Tunda behind 11/7, hiding in Pak
Indian officials say he is pretending to be a perfume seller, and runs business metres away from LeT headquarters.
Abdul Karim Tunda, one of India's most wanted terrorists, and a key player behind the terror attacks on Mumbai trains, is living in Pakistan, intelligence sources say.
Amid the confusion over his reported - and then denied - arrest in Kenya, a senior intelligence official said, "We have specific information that Tunda was among the planners of the Mumbai blasts."
Nearly 200 people were killed and hundreds were injured when powerful bombs exploded one after another in first class compartments of Mumbai's local trains on July 11.
Senior intelligence officials say Tunda, 63, was hiding in Pakistan, pretending to be a perfume seller.
Originally a resident of western Uttar Pradesh, he got the nickname Tunda after one of his hands blew up while making bombs.
"He has been in Pakistan since fleeing from India in 1998," said the official, rubbishing reports of his so-called arrest in Kenya which Kenyan authorities have since denied.
"His shop is barely a few metres away from the headquarters of the Lashker-e-Taiba (at Muridke in Pakistan)."
Tunda had been named in connection with over 40 terror bombings in India between 1996 and 1998. He reportedly fled to Pakistan through Bangladesh on an Indian passport secured from Lucknow.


▶ **What this task involves**: Wherever the string "arrow" turns up in the data, copy the whole line.

▶ **Material for this task**:
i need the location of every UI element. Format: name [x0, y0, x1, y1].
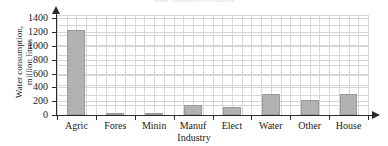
x-axis-tick — [368, 115, 369, 120]
bar — [262, 94, 280, 115]
x-axis-arrow-icon — [372, 111, 380, 119]
bar — [145, 113, 163, 115]
chart-title: Water consumption by industry — [0, 0, 388, 2]
y-axis-title-line1: Water consumption, — [14, 12, 24, 112]
bar — [106, 113, 124, 115]
bar-series — [57, 15, 368, 115]
x-axis-tick-label: Manuf — [174, 120, 213, 131]
chart-screenshot: Water consumption by industry 0200400600… — [0, 0, 388, 146]
x-axis-tick-label: Fores — [96, 120, 135, 131]
x-axis-line — [56, 115, 373, 116]
grid-line-vertical — [368, 15, 369, 115]
bar — [184, 105, 202, 115]
bar — [301, 100, 319, 115]
x-axis-tick-label: Minin — [135, 120, 174, 131]
y-axis-title: Water consumption, million litres — [14, 12, 34, 112]
bar — [67, 30, 85, 115]
x-axis-tick-label: Water — [251, 120, 290, 131]
x-axis-tick-label: House — [329, 120, 368, 131]
x-axis-title: Industry — [0, 132, 388, 143]
bar — [340, 94, 358, 115]
y-axis-arrow-icon — [52, 6, 60, 14]
x-axis-tick-label: Other — [290, 120, 329, 131]
bar — [223, 107, 241, 115]
x-axis-tick-label: Elect — [213, 120, 252, 131]
y-axis-title-line2: million litres — [24, 12, 34, 112]
x-axis-tick-label: Agric — [57, 120, 96, 131]
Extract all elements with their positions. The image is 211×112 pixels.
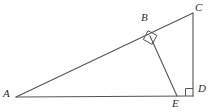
segment-ad [16,96,193,97]
segment-be [150,36,177,96]
right-angle-marker-d [186,89,194,97]
vertex-label-a: A [3,88,10,99]
geometry-figure-svg [0,0,211,112]
vertex-label-d: D [198,83,206,94]
geometry-diagram: A B C D E [0,0,211,112]
segment-ac [16,13,193,97]
vertex-label-e: E [172,98,179,109]
vertex-label-c: C [195,2,202,13]
vertex-label-b: B [141,12,148,23]
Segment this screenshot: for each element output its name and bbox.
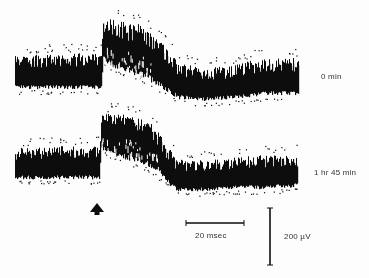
voltage-scale-label: 200 µV xyxy=(284,232,311,241)
annotations-layer xyxy=(0,0,369,278)
stimulus-arrow-icon xyxy=(90,203,104,215)
time-scale-bar xyxy=(186,220,244,226)
voltage-scale-bar xyxy=(267,208,273,265)
time-scale-label: 20 msec xyxy=(195,231,227,240)
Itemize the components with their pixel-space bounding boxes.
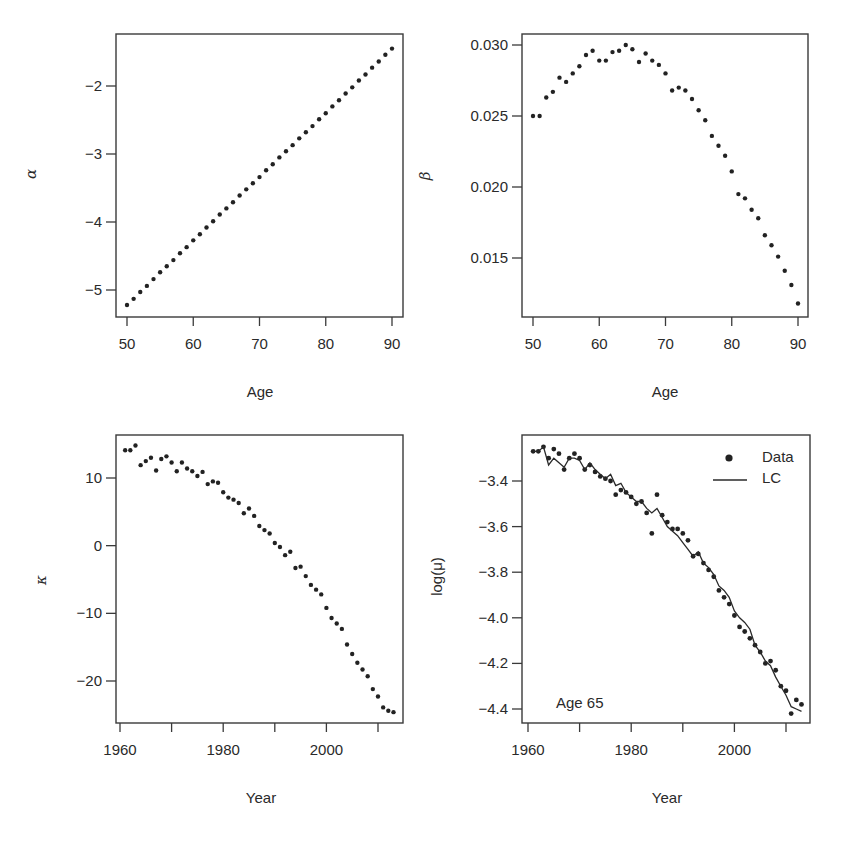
data-point — [690, 97, 694, 101]
data-point — [789, 711, 794, 716]
x-tick-label: 1980 — [207, 741, 240, 758]
data-point — [267, 531, 271, 535]
data-point — [357, 78, 361, 82]
data-point — [330, 104, 334, 108]
data-point — [206, 482, 210, 486]
data-point — [390, 46, 394, 50]
y-tick-label: −20 — [77, 672, 102, 689]
data-point — [391, 710, 395, 714]
x-tick-label: 2000 — [310, 741, 343, 758]
y-tick-label: −3.4 — [478, 472, 508, 489]
x-tick-label: 80 — [317, 335, 334, 352]
legend-dot-icon — [725, 454, 732, 461]
data-point — [195, 474, 199, 478]
data-point — [630, 47, 634, 51]
data-point — [377, 59, 381, 63]
data-point — [736, 192, 740, 196]
data-point — [231, 200, 235, 204]
kappa-xlabel: Year — [241, 789, 281, 806]
data-point — [604, 58, 608, 62]
data-point — [252, 514, 256, 518]
data-point — [677, 85, 681, 89]
beta-plot-frame — [522, 34, 808, 317]
data-point — [370, 65, 374, 69]
data-point — [218, 212, 222, 216]
data-point — [551, 447, 556, 452]
data-point — [277, 155, 281, 159]
data-point — [180, 460, 184, 464]
logmu-annotation: Age 65 — [556, 694, 604, 711]
data-point — [768, 659, 773, 664]
data-point — [236, 501, 240, 505]
data-point — [184, 245, 188, 249]
data-point — [216, 481, 220, 485]
data-point — [224, 206, 228, 210]
x-tick-label: 60 — [185, 335, 202, 352]
data-point — [123, 448, 127, 452]
data-point — [350, 85, 354, 89]
x-tick-label: 1980 — [615, 741, 648, 758]
data-point — [283, 553, 287, 557]
data-point — [363, 72, 367, 76]
data-point — [159, 457, 163, 461]
data-point — [749, 208, 753, 212]
data-point — [151, 277, 155, 281]
data-point — [204, 225, 208, 229]
data-point — [743, 196, 747, 200]
data-point — [686, 538, 691, 543]
panel-beta: 50607080900.0150.0200.0250.030 — [470, 34, 808, 352]
data-point — [613, 492, 618, 497]
beta-ylabel: β — [416, 172, 434, 181]
data-point — [644, 511, 649, 516]
data-point — [144, 459, 148, 463]
y-tick-label: −5 — [85, 281, 102, 298]
x-tick-label: 90 — [384, 335, 401, 352]
data-point — [158, 270, 162, 274]
data-point — [703, 118, 707, 122]
data-point — [371, 687, 375, 691]
data-point — [723, 154, 727, 158]
data-point — [340, 627, 344, 631]
data-point — [355, 661, 359, 665]
data-point — [317, 117, 321, 121]
data-point — [242, 511, 246, 515]
y-tick-label: 0.020 — [470, 178, 508, 195]
x-tick-label: 80 — [723, 335, 740, 352]
kappa-plot-frame — [116, 435, 403, 723]
y-tick-label: −10 — [77, 604, 102, 621]
x-tick-label: 90 — [790, 335, 807, 352]
data-point — [680, 531, 685, 536]
data-point — [237, 193, 241, 197]
data-point — [164, 454, 168, 458]
data-point — [264, 168, 268, 172]
y-tick-label: −4.0 — [478, 609, 508, 626]
data-point — [649, 531, 654, 536]
data-point — [293, 566, 297, 570]
data-point — [663, 71, 667, 75]
data-point — [747, 636, 752, 641]
figure-canvas: 5060708090−5−4−3−2 50607080900.0150.0200… — [0, 0, 843, 843]
data-point — [796, 301, 800, 305]
x-tick-label: 70 — [657, 335, 674, 352]
lc-fit-line — [533, 447, 801, 712]
data-point — [288, 550, 292, 554]
data-point — [544, 95, 548, 99]
data-point — [717, 588, 722, 593]
beta-xlabel: Age — [645, 383, 685, 400]
data-point — [597, 58, 601, 62]
data-point — [350, 652, 354, 656]
data-point — [794, 697, 799, 702]
data-point — [776, 254, 780, 258]
data-point — [756, 216, 760, 220]
y-tick-label: 0 — [94, 537, 102, 554]
data-point — [730, 169, 734, 173]
y-tick-label: 0.015 — [470, 249, 508, 266]
data-point — [133, 443, 137, 447]
data-point — [577, 64, 581, 68]
data-point — [128, 448, 132, 452]
data-point — [376, 694, 380, 698]
data-point — [185, 466, 189, 470]
data-point — [154, 468, 158, 472]
y-tick-label: 0.030 — [470, 36, 508, 53]
data-point — [138, 463, 142, 467]
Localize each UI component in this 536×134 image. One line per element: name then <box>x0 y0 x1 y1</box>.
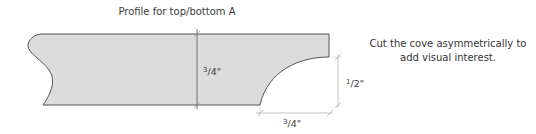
note-line-2: add visual interest. <box>400 52 496 63</box>
diagram-title: Profile for top/bottom A <box>118 6 235 17</box>
profile-shape <box>28 34 329 105</box>
cove-height-unit: " <box>360 78 364 89</box>
profile-diagram: Profile for top/bottom A 3/4" 1/2" 3/4" … <box>0 0 536 134</box>
cove-height-label: 1/2" <box>346 78 364 89</box>
cove-width-label: 3/4" <box>283 118 301 129</box>
svg-text:1/2": 1/2" <box>346 78 364 89</box>
cove-width-unit: " <box>297 118 301 129</box>
thickness-unit: " <box>217 66 221 77</box>
svg-text:3/4": 3/4" <box>283 118 301 129</box>
note-line-1: Cut the cove asymmetrically to <box>370 38 527 49</box>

▶ **Task answer**:
x-axis-arrow-icon — [372, 111, 380, 119]
y-axis-arrow-icon — [52, 6, 60, 14]
stimulus-arrow-icon xyxy=(90,203,104,215)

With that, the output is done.